[lbo-talk] Conrad v Hochschild (was Lincoln Gordon, he dead)

James Heartfield Heartfield at blueyonder.co.uk
Fri Jan 15 14:39:36 PST 2010


Michael Pollack (unless I am confused by the clipping) writes

'I think the problem with Conrad's book is actually much simpler and more profound.'

Can I slow you down just a bit, there. There's a problem with Conrad's book? This is a novel that is acknowledged to be one of the greatest works of fiction; so if you have found a problem with it, you ought to make a great impact on literary criticism.

Anyway, let's hear what 'the problem with Conrad's book' is ...

Michael writes 'He wanted to get at truth,' whoa, hold your horses. He 'wanted to get at the truth'? What truth, exactly? I think Conrad wanted to write a good novel. 'The truth' - if 'truth' is the name you give to what art does - that he is looking for is not some journalistic account of what was happening in the Congo.

Michael continues: 'and instead he produced mystification, when the truth was right in front of his face.' and the truth is not mysterious? Mystery is not part of the truth?

The final nail in the coffin of this post is this: 'Adam Hochschild's book _King Leopold's Ghost_ is 100 times more interesting than Heart of Darkness'.

Heart of Darkness v King Leopold's Ghost? Why not Salvador Dali's 'Premonition of Civil War' v the program of the P.O.U.M, or, or Finnegan's Wake v 'Ireland on the Dissecting Table', or 'the accidental meeting of an umbrella and a sewing machine on a dissecting table', for that matter. Conrad and Hochschild are not only not in the same league (be serious, Hochschild is not worth the steam off Conrad's piss - even I, not even that big a fan of Conrad's, know that much, and Hochschild, for sure, knows it), but in any event Conrad and Hochschild are not even trying to do the same thing.

Adam Hochschild's book is ok, though by no means very good, more importantly it is wholly derivative, and more than a hundred years after the event. But it is a history, not a work of fiction.

To understand Conrad's position in relation to 'the truth' of the Congo, you need to understand that the journalistic job of exposing the atrocities in the Belgian Congo *had already happened*. It was Henry Fox Bourne of the Aborigines' Protection Society who exposed most of the core atrocities of the Belgian Congo, in 1895, four years before Conrad's book was serialised in Blackwoods magazine.

Fox Bourne was an idefatigable campaigner (and yes, patrician liberal anti-racist), and had a firestorm of press interest in the atrocities in the Belgian Congo, which he exposed in Houses of Commons and in public meetings up and down the land - long before ED Morel got on board the anti-Leopold bandwagon.

Conrad did not write his book to expose the atrocities in the Belgian Congo. He used the Belgian Congo as a backdrop to his novel because he knew that the average English reader would be familiar enough with the stories of the atrocities for Conrad to allude to them without spelling them out, which was what he needed to do to do the real work of the book, which is to investigate the state of mind of the protagonists, their capacity to think about the inhumanity of which they are a part.

Hocshchild, who is a good journalist, but basically a wishy-washy liberal (don't get me started on his outrageous whitewash of Britain's 'anti-slavery' imperialism), simply put together a good cut and paste history out of the real investigations of others (whom to his credit he does credit). Among modern scholars, Neal Ascherson's The King Incorporated is the best work.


Description of the task — Where does the string "latin" occur in the entries below? Copy every line where it does.

===== Supplied records =====

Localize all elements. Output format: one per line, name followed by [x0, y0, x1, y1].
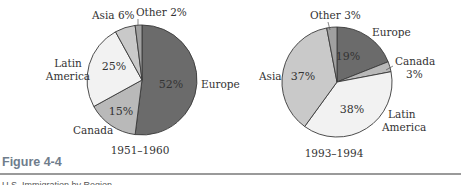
label-europe-1: Europe — [201, 78, 240, 90]
pct-label-europe: 52% — [159, 78, 183, 91]
label-canada-2a: Canada — [395, 55, 435, 67]
label-asia-2: Asia — [258, 70, 282, 82]
pct-label-latin-america: 25% — [102, 60, 126, 73]
pie-charts: 52%15%25% 19%38%37% Asia 6% Other 2% Lat… — [0, 0, 461, 185]
caption-1951-1960: 1951–1960 — [111, 144, 170, 156]
cutoff-caption-text: U.S. Immigration by Region — [2, 178, 112, 185]
label-latin-america-2b: America — [381, 121, 426, 133]
pct-label-asia: 37% — [291, 70, 315, 83]
label-europe-2: Europe — [372, 26, 411, 38]
label-latin-america-1b: America — [45, 70, 90, 82]
pie-chart-1951-1960: 52%15%25% — [87, 25, 197, 135]
label-other-1: Other 2% — [136, 6, 187, 18]
label-latin-america-2a: Latin — [388, 108, 416, 120]
label-asia-1: Asia 6% — [91, 9, 135, 21]
figure-title: Figure 4-4 — [2, 155, 62, 169]
caption-1993-1994: 1993–1994 — [305, 147, 364, 159]
pct-label-canada: 15% — [109, 105, 133, 118]
label-latin-america-1a: Latin — [54, 57, 82, 69]
pct-label-europe: 19% — [336, 50, 360, 63]
label-other-2: Other 3% — [310, 9, 361, 21]
divider-rule — [0, 173, 461, 175]
pie-chart-1993-1994: 19%38%37% — [282, 27, 392, 137]
label-canada-1: Canada — [73, 124, 113, 136]
pct-label-latin-america: 38% — [340, 103, 364, 116]
label-canada-2b: 3% — [406, 68, 423, 80]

=====

Solved problem —
pct-label-latin-america: 25% — [102, 60, 126, 73]
label-latin-america-2b: America — [381, 121, 426, 133]
label-latin-america-1b: America — [45, 70, 90, 82]
label-latin-america-2a: Latin — [388, 108, 416, 120]
label-latin-america-1a: Latin — [54, 57, 82, 69]
pct-label-latin-america: 38% — [340, 103, 364, 116]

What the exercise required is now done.